Further information can be found in Молданова, Татьяна, 2010. Пелымский Торум – устроитель медвежьих игрищ. Ханты-Мансийск: Полиграфист, 2010.

Here is the full, trilingual text of the song in Khanty, Russian, and English, as performed on 3 March, 2015, as sung by A. A. Yernikhov at a Bear Festival in Kazym, Khanty-Mansi AO-Yugra, Russia.

You can listen to the song by playing the .mp3 files linked below.

Song of Pelym Torum MP3 Part 1

A. A. Yernikhov (L) and Timofei Moldanov (R)

Song of Pelym Torum MP3 Part 2

A. A. Yernikhov, with assistants on either side

REGIONAL VARIANTS OF OB-UGRIAN BEAR FESTIVAL

Follow the links below to see film and photos that illustrate how the bear festival as practiced today by different peoples in western Siberia.

Northern Mansi Bear Festival

Eastern Khanty Bear Festival

 

1 Чернецов, В. Н. 2001. Медвежий праздник у обских угров. Перевод с немецкого и публикация Н. В.Лукиной Томск: Изд-во ТГУ.
2 Balzer, Marjorie.1999. The Tenacity of Ethnicity: A Siberian Saga in Global Perspective. Princeton U P. Ch. 4
Леэте, Арт. 2004. Казымская Война: восстание хантов и лесных ненцев против советской власти. Pyltsamaa.

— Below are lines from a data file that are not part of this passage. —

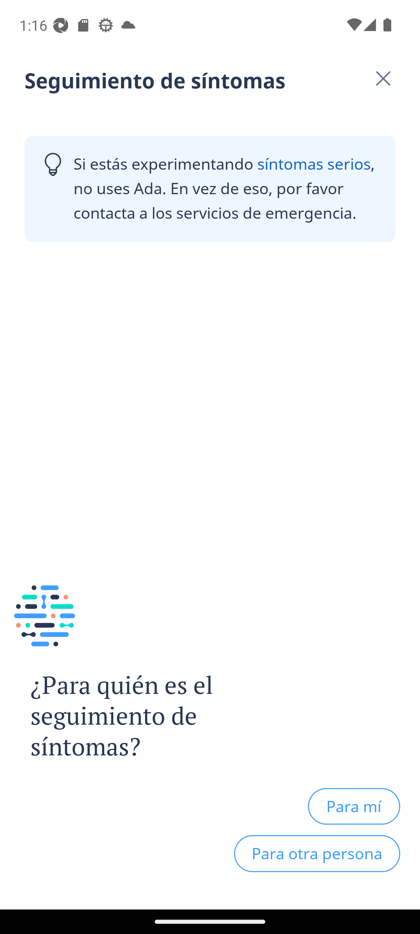 The width and height of the screenshot is (420, 934). What do you see at coordinates (317, 854) in the screenshot?
I see `Para otra persona` at bounding box center [317, 854].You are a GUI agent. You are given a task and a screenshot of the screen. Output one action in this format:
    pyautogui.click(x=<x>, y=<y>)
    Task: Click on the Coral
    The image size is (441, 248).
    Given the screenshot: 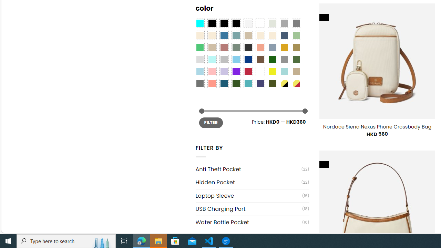 What is the action you would take?
    pyautogui.click(x=260, y=48)
    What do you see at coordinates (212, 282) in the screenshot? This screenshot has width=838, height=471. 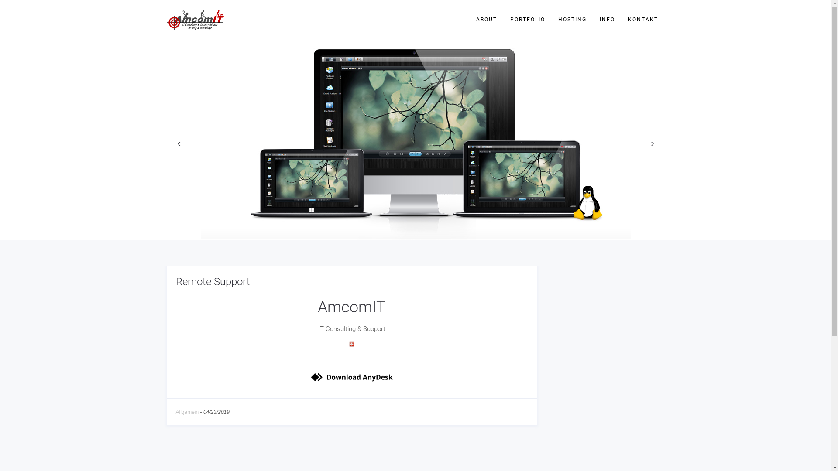 I see `Remote Support` at bounding box center [212, 282].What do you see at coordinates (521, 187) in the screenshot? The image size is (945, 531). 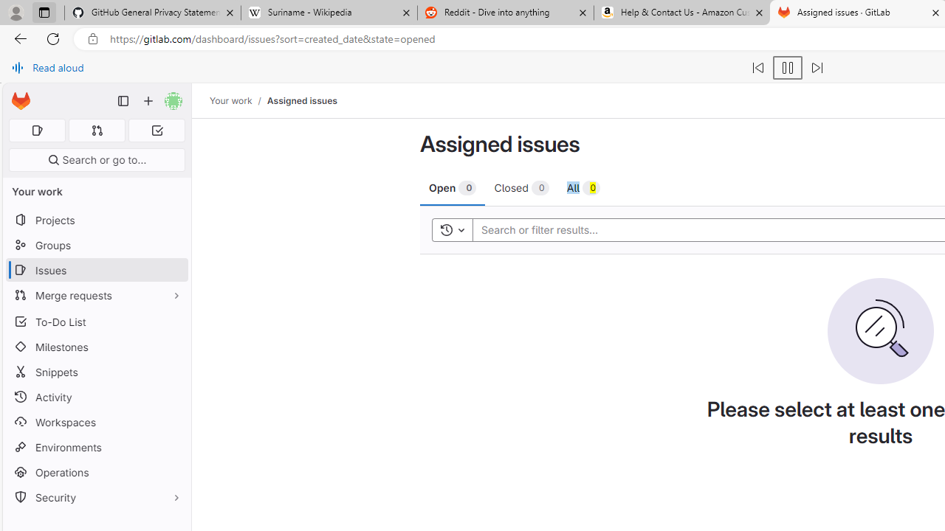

4 Moldanov, T. A. 2002. Картина мира в медвежьих игрищах северных хантов XIX –XX вв.: Дис. …канд. ист. наук. Tomsk; Moldanov, T. A. and Sidorova, E.V. 2010. Хантыйские медвежьи игрища: танцы, песни. Khanty-Mansiysk. See also: Schmidt, É., 1989. Bear cult and mythology of the Northern Ob-Ugrians. Uralic Mythology and Folklore. Ethnologica Uralica, 1. 
5 Moldanova, T. A. 2010. Пелымский Торум – устроитель медвежьих игрищ. Khanty-Mansiysk; Moldanova, T. A. and T. A. Moldanov. 2000. Боги земли Казымской. Тomsk.